House debates

Monday, 19 October 2009

Questions without Notice

Border Security

3:37 pm

Photo of Stephen SmithStephen Smith (Perth, Australian Labor Party, Minister for Foreign Affairs) Share this | Hansard source

I have had a number of interjections from the other side which I will deal with in conclusion. I just want to make a number of points. I think there are three very important factors that we should focus on when dealing with these complex and difficult matters. The first is to appreciate the push factors which see somewhere between 40 million and 42 million people displaced throughout the world, about a third of which are estimated to be in or around our region. So this is not a difficulty or a problem which is exclusively aimed at Australia or Indonesia or Sri Lanka or Thailand. This is a global problem. It has very serious regional implications. We see the push factors from Afghanistan, from the Afghanistan-Pakistan border area and also from Sri Lanka. As a consequence there is only one effective address to that, and that is to work very closely with our neighbours, to work very closely with source countries like Sri Lanka and transit countries like Malaysia and Indonesia and also to draw the attention very clearly of people who in many respects are the most disadvantaged in our region to the risks and the dangers of putting their lives in the hands of criminals.

I have had interjections from the other side which have essentially been: ‘What about the pull factors as a result of the changes that you have made?’ I just say to the opposition, to the Leader of the Opposition and his colleagues who sit there: you say that as a consequence of us making changes there has been the introduction of pull factors, so just tell us which of those changes you would reverse? Would you see kids behind barbed wire again? Would you put children behind barbed wire again? Would you reintroduce the Pacific solution, where processing is done on Manus Island and Nauru? Would you say it is appropriate that we discharge our international and humanitarian and legal obligations in accordance with the refugee convention by processing people on Manus Island and Nauru? Or would you reintroduce temporary protection visas, after the introduction of which we saw 10,000 people come to Australia as asylum seekers? If you stand there and say that the sum total of your argument is to identify and look at changes the government has made in processing people who come to this country, just tell us which ones you would reintroduce. Putting the kids back behind the barbed wire? Introducing temporary protection visas? Or seeking to somehow discharge our humanitarian and legal obligations by processing people in Manus Island or Nauru?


- Work task
For each line in the data below that has the word "swatch", copy that line.
########################################
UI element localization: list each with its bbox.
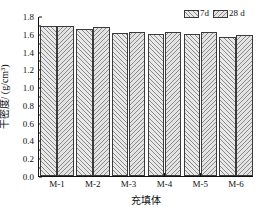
chart-legend: 7d28 d [184,9,245,18]
y-tick-label: 1.0 [23,84,39,93]
bar-m-1-28d [57,26,74,176]
y-tick-label: 1.8 [23,13,39,22]
y-tick-mark [39,17,42,18]
bar-m-4-7d [148,34,165,176]
bar-m-6-7d [219,37,236,176]
y-tick-label: 0.0 [23,173,39,182]
bar-m-6-28d [236,35,253,176]
legend-entry-7d: 7d [184,9,209,18]
x-tick-label-m-5: M-5 [193,180,209,189]
bar-m-3-28d [129,32,146,176]
plot-area: 0.00.20.40.60.81.01.21.41.61.8 M-1M-2M-3… [38,17,253,177]
legend-label: 7d [200,9,209,18]
bar-m-5-28d [201,32,218,176]
y-tick-label: 0.4 [23,137,39,146]
x-tick-label-m-1: M-1 [49,180,65,189]
x-tick-label-m-3: M-3 [121,180,137,189]
y-tick-label: 0.2 [23,155,39,164]
bar-m-5-7d [184,34,201,176]
x-axis-title: 充填体 [38,196,253,206]
legend-swatch-7d [184,10,199,18]
y-tick-mark [39,177,42,178]
bar-m-4-28d [165,32,182,176]
dry-density-bar-chart: 干密度/ (g/cm³) 0.00.20.40.60.81.01.21.41.6… [0,0,267,214]
bar-m-1-7d [40,26,57,176]
y-axis-title: 干密度/ (g/cm³) [0,17,12,177]
legend-swatch-28d [213,10,228,18]
y-tick-label: 0.8 [23,101,39,110]
legend-label: 28 d [229,9,245,18]
bar-m-3-7d [112,33,129,176]
x-tick-label-m-6: M-6 [228,180,244,189]
y-tick-label: 1.4 [23,48,39,57]
bar-m-2-7d [76,29,93,176]
bar-m-2-28d [93,27,110,176]
x-tick-label-m-2: M-2 [85,180,101,189]
legend-entry-28d: 28 d [213,9,245,18]
y-tick-label: 1.2 [23,66,39,75]
y-tick-label: 1.6 [23,30,39,39]
y-tick-label: 0.6 [23,119,39,128]
x-tick-label-m-4: M-4 [157,180,173,189]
########################################
- Answer to this exercise
legend-swatch-7d [184,10,199,18]
legend-swatch-28d [213,10,228,18]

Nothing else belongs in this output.